Phase III Study for PKAN Treatment Underway

A biopharmaceutical company based in California called Retrophin recently announced that the first patient has been administered treatment in their phase III study in to test RE-024 (fosmetpantotenate) as a treatment for patients with pantothenate kinase-associated neurodegeneration (PKAN).
The study, called FORT, will be placebo-controlled study and will an enroll an international range of patients. Retrophin plans to enroll 82 PKAN patients among the ages of 6 to 65 years in FORT.
Panthothenate Kinase-Associated Neurodegeneration, or PKAN, is a rare, inherited neurological movement disorder.

The rare disease is characterized by progressive degeneration of certain regions in the central nervous system. This disorder is the most common out of all neurodegeneration with brain iron accumulation (NBIA). NBIA is characterized as a group of clinical disorders that are associated with progressive abnormal involuntary movements.

Even though most common in this group, for a while, treatment for PKAN has historically been hard to pinpoint. There’s no specific treatment for patients with PKAN, but rather treatments aim to aid specific symptoms in each unique individual.

Needless to say, the PKAN community has long been in need of an actual, effective, overarching treatment because research has just been working on developing something more general.

In light of this, the news that a phase III trial for a specific PKAN treatment is underway is very exciting. Since PKAN causes lower levels of Coenzyme A, the new treatment RE-024 works as a replacement therapy for small molecules that initiates the creation of more Coenzyme A, treating the disease from its root biological cause.
Head of R and D for Retrophin, Bill Rote, PhD, stated his optimism in a press release, where he claimed that the first dosage was an

“important milestone for the RE-024 program.”

Further, Dr. Rote believes that RE-024 has the ability to generate an extremely meaningful difference for those affected by PKAN.

The endpoint of this study is an improvement in overall disease condition, and it will be measured on the Pantothenate Kinase-Associated Neurodegeneration Activities of Daily Living (PKAN-ADL) scale. It will follow the patients from day 0 to the end of the 24-week trial of treatment, and hopefully by day 24, significant improvement will have taken place.

If this phase III trial meets this primary endpoint, it will help prove this treatment’s efficacy to the U.S. FDA during the approval process. Our fingers are crossed!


> **Task to complete**: Print the whole listing below exactly as given, pictures excluded.

═══ The records

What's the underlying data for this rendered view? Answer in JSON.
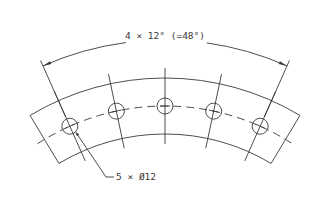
{
  "drawing": {
    "type": "technical-drawing",
    "subject": "curved segment with bolt-hole pattern",
    "angular_dimension": {
      "label": "4 × 12° (=48°)",
      "count": 4,
      "step_deg": 12,
      "total_deg": 48
    },
    "hole_callout": {
      "label": "5 × Ø12",
      "count": 5,
      "diameter": 12
    },
    "line_color": "#3a3a3a",
    "background": "#ffffff"
  }
}
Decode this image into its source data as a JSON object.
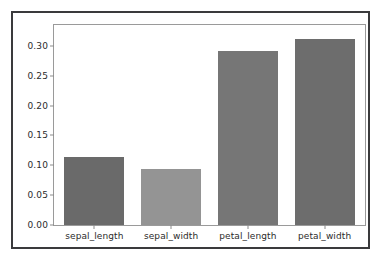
{
  "figure": {
    "frame_color": "#3a3a3c",
    "background": "#ffffff",
    "axes_border_color": "#9a9a9a"
  },
  "chart_data": {
    "type": "bar",
    "title": "",
    "subtitle": "",
    "xlabel": "",
    "ylabel": "",
    "categories": [
      "sepal_length",
      "sepal_width",
      "petal_length",
      "petal_width"
    ],
    "values": [
      0.114,
      0.094,
      0.292,
      0.312
    ],
    "bar_colors": [
      "#6a6a6a",
      "#949494",
      "#767676",
      "#6d6d6d"
    ],
    "ylim": [
      0.0,
      0.335
    ],
    "xlim": [
      -0.5,
      3.5
    ],
    "yticks": [
      0.0,
      0.05,
      0.1,
      0.15,
      0.2,
      0.25,
      0.3
    ],
    "ytick_labels": [
      "0.00",
      "0.05",
      "0.10",
      "0.15",
      "0.20",
      "0.25",
      "0.30"
    ],
    "xtick_labels": [
      "sepal_length",
      "sepal_width",
      "petal_length",
      "petal_width"
    ],
    "grid": false,
    "legend": false,
    "legend_position": "none",
    "annotations": []
  }
}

══════

> **Output of the task**:
What's the underlying data for this rendered view? Answer in JSON.
{
  "drawing": {
    "type": "technical-drawing",
    "subject": "curved segment with bolt-hole pattern",
    "angular_dimension": {
      "label": "4 × 12° (=48°)",
      "count": 4,
      "step_deg": 12,
      "total_deg": 48
    },
    "hole_callout": {
      "label": "5 × Ø12",
      "count": 5,
      "diameter": 12
    },
    "line_color": "#3a3a3a",
    "background": "#ffffff"
  }
}
Decode this image into its source data as a JSON object.
{
  "figure": {
    "frame_color": "#3a3a3c",
    "background": "#ffffff",
    "axes_border_color": "#9a9a9a"
  },
  "chart_data": {
    "type": "bar",
    "title": "",
    "subtitle": "",
    "xlabel": "",
    "ylabel": "",
    "categories": [
      "sepal_length",
      "sepal_width",
      "petal_length",
      "petal_width"
    ],
    "values": [
      0.114,
      0.094,
      0.292,
      0.312
    ],
    "bar_colors": [
      "#6a6a6a",
      "#949494",
      "#767676",
      "#6d6d6d"
    ],
    "ylim": [
      0.0,
      0.335
    ],
    "xlim": [
      -0.5,
      3.5
    ],
    "yticks": [
      0.0,
      0.05,
      0.1,
      0.15,
      0.2,
      0.25,
      0.3
    ],
    "ytick_labels": [
      "0.00",
      "0.05",
      "0.10",
      "0.15",
      "0.20",
      "0.25",
      "0.30"
    ],
    "xtick_labels": [
      "sepal_length",
      "sepal_width",
      "petal_length",
      "petal_width"
    ],
    "grid": false,
    "legend": false,
    "legend_position": "none",
    "annotations": []
  }
}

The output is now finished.